There will be no web-slinging here, but plenty of adolescent angst and eye-rolling.

For much of the film, which was directed in un-showy fashion by TV veteran S.J. Clarkson, making her feature debut, there is refreshingly little of the testosteronal bluster, bombast and ballistics of most comic-book movies.

A central theme in this screenplay by Matt Sazama, Burk Sharpless and Claire Parker is motherlessness and the maternal instinct.

That’s a nice, unexpected thing to find in a Marvel movie, albeit one that’s perhaps a little too underplayed. Some fans may simply miss all the CGI candy we’ve been conditioned to expect from movies of this ilk.

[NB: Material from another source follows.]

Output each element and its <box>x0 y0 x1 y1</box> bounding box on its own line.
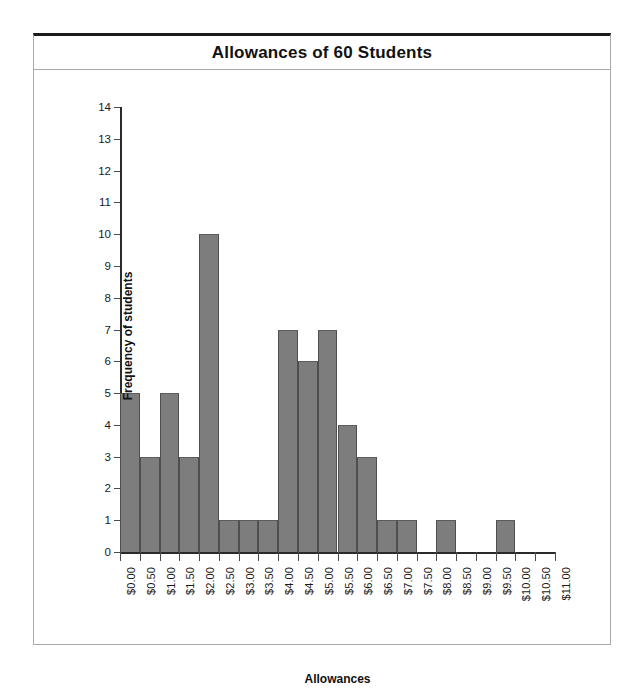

I have no doubt that Johnson is talented enough to handle a little more heavy lifting, but Cassie hasn’t been given much to explore here emotionally, even in a story that sends her back to Peru for some extra-dimensional communing with the spirit of her dead mom.

At times, the movie has the moody feel of a supernatural suspense thriller, not a comic-book-style showdown. (By the way, that’s not a complaint.)

It is while watching the 1951 version of “A Christmas Carol” on TV that Cassie has an epiphany about the strangely prophetic visions she’s been having.

Scrooge (Alastair Sim) asks the Spirit of Christmas Yet to Come: “Are these the shadows of things that must be, or are they the shadows of things that might be?”

It is only then that Cassie learns the film’s central lesson: The future is not yet written (other than the near-certainty of a sequel). It’s a lesson that she eventually imparts to her young protégées, still struggling to find their crime-fighting place in a male-dominated society.

“Madame Web” is no blockbuster but, in its own quiet way, it manages to break down a few barriers.